Release: Nicola Willis’ numbers still don’t add up
Kiwis are none-the-wiser today after Nicola Willis’ botched Budget Policy Statement.
“It’s highly embarrassing for a Finance Minister to be unable to do what has been required of every Finance Minister since the introduction of the Public Finance Act,” Labour finance spokesperson Barbara Edmonds said.
“Nicola Willis’ refusal to provide a concrete budget allowance is a step backwards in terms of transparency and accountability.
“Her decision to fund her tax cuts through public service cuts and new taxes contradicts her election promise of ‘no new taxes for working people.
“Nicola Willis is choosing to push ahead with her plan that will help fewer New Zealanders than she claimed, over support for people with disabilities and their carers or fully funding the school lunch programme.
“Values matter, and today’s Budget Policy Statement confirms exactly where her priorities lie.
“We have seen an indefinite freeze on hiring non-sworn Police officers which could take police officers off the street, new classrooms cancelled at schools up and down the country, firefighting budgets being called flabby and Customs officers at the border being asked to volunteer for redundancy.
“The sheer number of frontline services in the firing line shows the Minister’s claims that our police, firefighters, border protection, health and education services wouldn’t be touched are complete fiction.
“National has broken its commitment to not introduce new taxes or increase fuel taxes. Nicola Willis has broken her promise to remove the “app tax” she campaigned against.

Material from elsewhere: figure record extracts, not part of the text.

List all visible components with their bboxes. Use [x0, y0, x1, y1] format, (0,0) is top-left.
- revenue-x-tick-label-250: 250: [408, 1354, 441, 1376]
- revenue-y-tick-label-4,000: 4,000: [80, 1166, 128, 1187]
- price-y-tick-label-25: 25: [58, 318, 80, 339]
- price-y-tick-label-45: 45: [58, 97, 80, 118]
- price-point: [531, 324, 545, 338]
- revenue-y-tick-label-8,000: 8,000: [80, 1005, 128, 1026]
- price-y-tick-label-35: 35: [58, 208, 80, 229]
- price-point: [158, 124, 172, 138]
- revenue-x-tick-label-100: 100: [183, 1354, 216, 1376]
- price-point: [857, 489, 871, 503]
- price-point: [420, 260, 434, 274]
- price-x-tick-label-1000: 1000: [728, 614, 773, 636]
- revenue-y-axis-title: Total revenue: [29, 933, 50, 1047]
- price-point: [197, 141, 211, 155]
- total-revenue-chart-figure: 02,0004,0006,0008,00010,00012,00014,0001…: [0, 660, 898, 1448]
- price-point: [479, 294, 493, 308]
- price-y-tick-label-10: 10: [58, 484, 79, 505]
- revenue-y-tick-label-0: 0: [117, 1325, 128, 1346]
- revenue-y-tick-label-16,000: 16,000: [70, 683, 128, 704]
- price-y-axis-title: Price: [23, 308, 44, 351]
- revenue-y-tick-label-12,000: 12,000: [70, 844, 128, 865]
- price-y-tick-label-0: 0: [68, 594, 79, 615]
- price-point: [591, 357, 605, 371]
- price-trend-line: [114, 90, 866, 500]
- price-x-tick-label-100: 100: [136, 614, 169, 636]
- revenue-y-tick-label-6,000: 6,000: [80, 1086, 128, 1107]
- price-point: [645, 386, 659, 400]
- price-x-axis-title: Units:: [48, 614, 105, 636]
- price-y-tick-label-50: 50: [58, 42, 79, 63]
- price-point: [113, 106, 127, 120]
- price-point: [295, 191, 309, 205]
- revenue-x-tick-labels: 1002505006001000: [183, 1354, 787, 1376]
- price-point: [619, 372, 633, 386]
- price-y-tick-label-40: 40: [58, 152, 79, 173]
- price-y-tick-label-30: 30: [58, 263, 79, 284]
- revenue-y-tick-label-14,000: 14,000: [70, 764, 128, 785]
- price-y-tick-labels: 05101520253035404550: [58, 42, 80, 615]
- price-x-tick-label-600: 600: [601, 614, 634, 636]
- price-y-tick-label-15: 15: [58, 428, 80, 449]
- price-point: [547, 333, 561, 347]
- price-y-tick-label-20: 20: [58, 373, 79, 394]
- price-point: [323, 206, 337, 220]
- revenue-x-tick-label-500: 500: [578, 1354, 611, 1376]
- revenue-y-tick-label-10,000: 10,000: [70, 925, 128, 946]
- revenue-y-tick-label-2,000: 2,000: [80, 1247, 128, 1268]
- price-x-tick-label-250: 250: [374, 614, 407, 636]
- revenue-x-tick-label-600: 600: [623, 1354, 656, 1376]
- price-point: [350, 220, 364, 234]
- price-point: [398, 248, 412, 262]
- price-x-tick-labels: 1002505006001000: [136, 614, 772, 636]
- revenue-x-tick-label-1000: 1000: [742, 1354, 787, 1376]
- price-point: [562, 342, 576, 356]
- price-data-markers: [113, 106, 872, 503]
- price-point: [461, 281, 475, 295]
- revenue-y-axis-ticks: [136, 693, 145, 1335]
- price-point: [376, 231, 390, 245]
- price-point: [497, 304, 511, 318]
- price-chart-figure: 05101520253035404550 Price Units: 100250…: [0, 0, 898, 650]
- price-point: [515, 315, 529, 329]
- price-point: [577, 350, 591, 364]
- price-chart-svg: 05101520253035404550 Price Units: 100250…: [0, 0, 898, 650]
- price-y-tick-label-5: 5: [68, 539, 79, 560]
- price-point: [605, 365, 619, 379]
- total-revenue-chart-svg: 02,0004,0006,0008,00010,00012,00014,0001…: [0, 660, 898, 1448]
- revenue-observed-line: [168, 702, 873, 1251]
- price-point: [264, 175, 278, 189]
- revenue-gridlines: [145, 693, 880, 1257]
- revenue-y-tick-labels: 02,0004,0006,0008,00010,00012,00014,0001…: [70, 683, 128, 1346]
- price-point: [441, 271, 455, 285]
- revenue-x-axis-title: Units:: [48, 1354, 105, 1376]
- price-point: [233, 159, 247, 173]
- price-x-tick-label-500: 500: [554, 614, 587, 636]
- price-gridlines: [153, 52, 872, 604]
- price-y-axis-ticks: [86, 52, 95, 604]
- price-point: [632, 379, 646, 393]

She’s walked back her commitment to return the books to surplus by 2027. And she is breaking her commitment to not cut front line services.
“Nicola Willis’ tax cuts were never affordable and never properly costed, and yet she’s pushing ahead with cuts that will impact the front line to pay for them anyway.
“She should heed the advice she is getting from all quarters and pull back on her unaffordable and inequitable plans to provide tax cuts to the wealthiest New Zealanders while cutting support for those who need it the most,” Barbara Edmonds said.